HerrSchreck wrote:
I think the problem that you may be having with the film is that they are not stereotypes. Now before you get defensive, consider what I mean..
I think you want the woman to be "like most women today", or "most women you know". Because she is NOT behaving according to your own pre-expectations that you've brought to the cinema, you cannot wrap yourself around the film enough to accept it as a fanctional melodrama. This woman is unlike yourself, or those you know or encounter or perceive to be your sociological peers, so you have difficulty with the film.
I think there's definitely something to what you say here. I can obviously only watch this film in the context of my own thoughts and the time I live in, and I think you're probably right that part of my problem is that the archetypes on display here are very much out of date in today's world. This is clearly not the fault of the film itself, but for me it affected my enjoyment. The characters are still stereotypes, but they're stereotypes of a different age. It's not my only problem, though...
HerrShreck wrote:
But, in terms of discussion about "failings", films, some of the most magnificent, are about all kinds of crazy people engaging in all kinds of ridiculousness... The point is not whether or not the audience would behave as all characters onscreen would, the point is whether or not this tale of very different people in a very different place takes you away. Can you watch PANIC IN NEEDLE PARK even though you don't inject heroin intravenously? Watch TAXI DRIVER even though you're not teetering in white boy masturbatory hell and lash out in a murder spree?
Well, you're somewhat misunderstanding my point. It's not that I wouldn't behave the ways these characters do, which is frankly immaterial, as you say. I wouldn't behave like the men in Eric Rohmer's films either, but the crucial difference is that those films don't require the audience to identify with the men onscreen. We're not supposed to be rooting for Jean-Claude Brialy to score with Claire in
Claire's Knee. To keep with the Rohmer example for a moment, his films explore the ideas and motivations of male characters who many would call misogynistic, and though he humanizes these characters to the point that we can understand them and to some extent sympathize with them, the films still work even if we find them to be utterly deplorable characters.
Sunrise, on the other hand, ceases to work for an audience who is not rooting for the couple. I guess the film convinced you, but I didn't see anything in its city segment that justified the woman getting over her husband's prior murderous streak. For me, it's as if
Claire's Knee had ended on an upbeat note with Jerome and Claire getting together -- it rings false. There's no indication that the man in
Sunrise is a particularly great husband, or that the couple is so wonderful -- to some extent, the scene with the pig only emphasizes their incompatibility -- that the great turnaround is justified. If the film was simply presenting these events in a more neutral tone, I probably would have no problem with it, since then there would be room in the film for my thoughts about the relationship. As it is, the film only grants one possible interpretation, and it's not the interpretation that I came up with.
Your example of wife-beating is actually instructive as well. I have no problem believing there are wives who continually go back to abusive husbands, just as there are probably wives submissive enough to even overlook an occasional murder threat. I mean, of course these people exist. But it's the way it's presented in the film that matters. I'd have the same problems with a film that required a positive interpretation of a woman going back to her abusive husband. For me, a film that ends by reuniting a woman with her husband who wanted to kill her, is at the very least a bittersweet ending, awakening fairly complex emotions. There are none of these shadings in the second half of
Sunrise -- after a relatively brief weepy period, the tone of the film becomes one of unleavened joy.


> **Exercise requirements**: Whenever a line in this data holds the word "different", report that line in full.

Data records
---------------

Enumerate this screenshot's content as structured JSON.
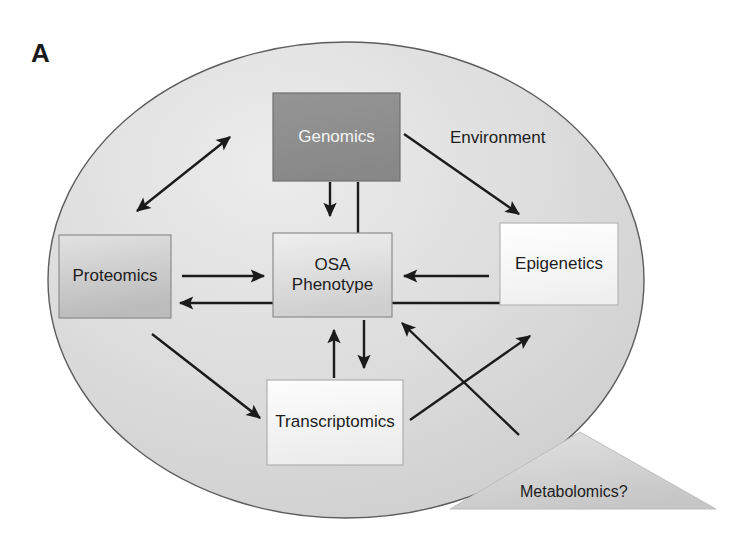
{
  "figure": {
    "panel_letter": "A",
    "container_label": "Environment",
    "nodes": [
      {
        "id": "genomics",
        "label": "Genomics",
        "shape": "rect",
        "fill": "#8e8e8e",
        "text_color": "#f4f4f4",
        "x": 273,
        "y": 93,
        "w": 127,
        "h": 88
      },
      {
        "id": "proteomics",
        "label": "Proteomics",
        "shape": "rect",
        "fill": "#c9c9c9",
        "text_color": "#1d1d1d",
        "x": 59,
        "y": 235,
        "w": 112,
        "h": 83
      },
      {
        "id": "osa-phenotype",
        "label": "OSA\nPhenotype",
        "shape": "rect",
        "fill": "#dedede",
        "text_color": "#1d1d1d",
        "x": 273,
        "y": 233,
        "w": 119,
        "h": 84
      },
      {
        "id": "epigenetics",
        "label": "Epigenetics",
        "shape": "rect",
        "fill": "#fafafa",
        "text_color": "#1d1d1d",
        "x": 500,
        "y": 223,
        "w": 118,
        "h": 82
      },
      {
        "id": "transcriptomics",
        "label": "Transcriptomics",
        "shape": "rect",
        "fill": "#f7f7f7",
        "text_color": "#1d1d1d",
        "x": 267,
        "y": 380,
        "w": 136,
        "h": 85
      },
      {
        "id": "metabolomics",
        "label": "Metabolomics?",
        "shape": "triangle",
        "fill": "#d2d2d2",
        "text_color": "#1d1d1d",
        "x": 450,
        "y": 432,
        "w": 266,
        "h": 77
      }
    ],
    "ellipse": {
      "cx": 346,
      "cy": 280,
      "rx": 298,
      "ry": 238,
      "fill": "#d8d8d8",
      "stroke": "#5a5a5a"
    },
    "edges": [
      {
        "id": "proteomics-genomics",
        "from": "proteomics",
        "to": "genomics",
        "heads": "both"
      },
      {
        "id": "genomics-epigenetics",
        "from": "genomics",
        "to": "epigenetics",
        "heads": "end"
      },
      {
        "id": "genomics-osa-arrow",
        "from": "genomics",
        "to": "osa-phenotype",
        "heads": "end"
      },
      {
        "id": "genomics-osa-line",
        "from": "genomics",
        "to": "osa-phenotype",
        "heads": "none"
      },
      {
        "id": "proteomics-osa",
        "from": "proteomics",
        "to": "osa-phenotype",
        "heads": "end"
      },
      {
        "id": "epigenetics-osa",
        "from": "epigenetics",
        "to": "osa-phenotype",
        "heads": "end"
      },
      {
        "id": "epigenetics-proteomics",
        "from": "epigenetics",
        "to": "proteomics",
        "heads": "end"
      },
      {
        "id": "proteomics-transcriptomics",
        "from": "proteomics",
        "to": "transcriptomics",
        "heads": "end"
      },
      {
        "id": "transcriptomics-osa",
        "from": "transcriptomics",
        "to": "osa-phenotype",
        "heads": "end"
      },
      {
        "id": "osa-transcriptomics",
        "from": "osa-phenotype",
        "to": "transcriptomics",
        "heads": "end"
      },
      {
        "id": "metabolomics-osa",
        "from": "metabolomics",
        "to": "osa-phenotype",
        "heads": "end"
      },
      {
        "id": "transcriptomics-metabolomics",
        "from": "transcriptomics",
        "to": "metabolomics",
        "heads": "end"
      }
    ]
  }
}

---------------

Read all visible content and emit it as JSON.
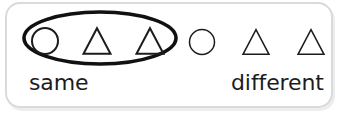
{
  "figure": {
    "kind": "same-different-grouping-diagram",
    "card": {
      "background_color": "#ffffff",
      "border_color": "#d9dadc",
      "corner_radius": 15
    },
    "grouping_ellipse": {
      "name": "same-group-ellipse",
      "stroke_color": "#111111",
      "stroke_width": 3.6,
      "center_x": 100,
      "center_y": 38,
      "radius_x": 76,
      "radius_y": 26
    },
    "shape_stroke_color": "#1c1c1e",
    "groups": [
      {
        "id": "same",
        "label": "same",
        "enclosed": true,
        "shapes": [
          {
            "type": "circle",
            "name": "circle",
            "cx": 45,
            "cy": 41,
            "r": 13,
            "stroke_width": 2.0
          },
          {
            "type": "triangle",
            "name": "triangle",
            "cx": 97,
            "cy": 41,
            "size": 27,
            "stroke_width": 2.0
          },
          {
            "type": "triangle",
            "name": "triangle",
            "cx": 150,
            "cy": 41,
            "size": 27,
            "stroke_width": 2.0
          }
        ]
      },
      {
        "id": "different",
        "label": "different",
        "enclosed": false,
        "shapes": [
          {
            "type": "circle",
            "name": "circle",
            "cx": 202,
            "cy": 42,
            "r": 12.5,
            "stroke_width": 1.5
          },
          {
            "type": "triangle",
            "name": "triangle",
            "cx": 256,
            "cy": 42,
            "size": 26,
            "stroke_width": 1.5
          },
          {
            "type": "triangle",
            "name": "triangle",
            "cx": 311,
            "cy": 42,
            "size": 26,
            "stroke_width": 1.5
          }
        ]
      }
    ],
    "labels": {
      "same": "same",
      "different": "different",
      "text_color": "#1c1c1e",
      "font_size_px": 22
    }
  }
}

---------------

> **Task response**:
    "kind": "same-different-grouping-diagram",
        "id": "different",
        "label": "different",
      "different": "different",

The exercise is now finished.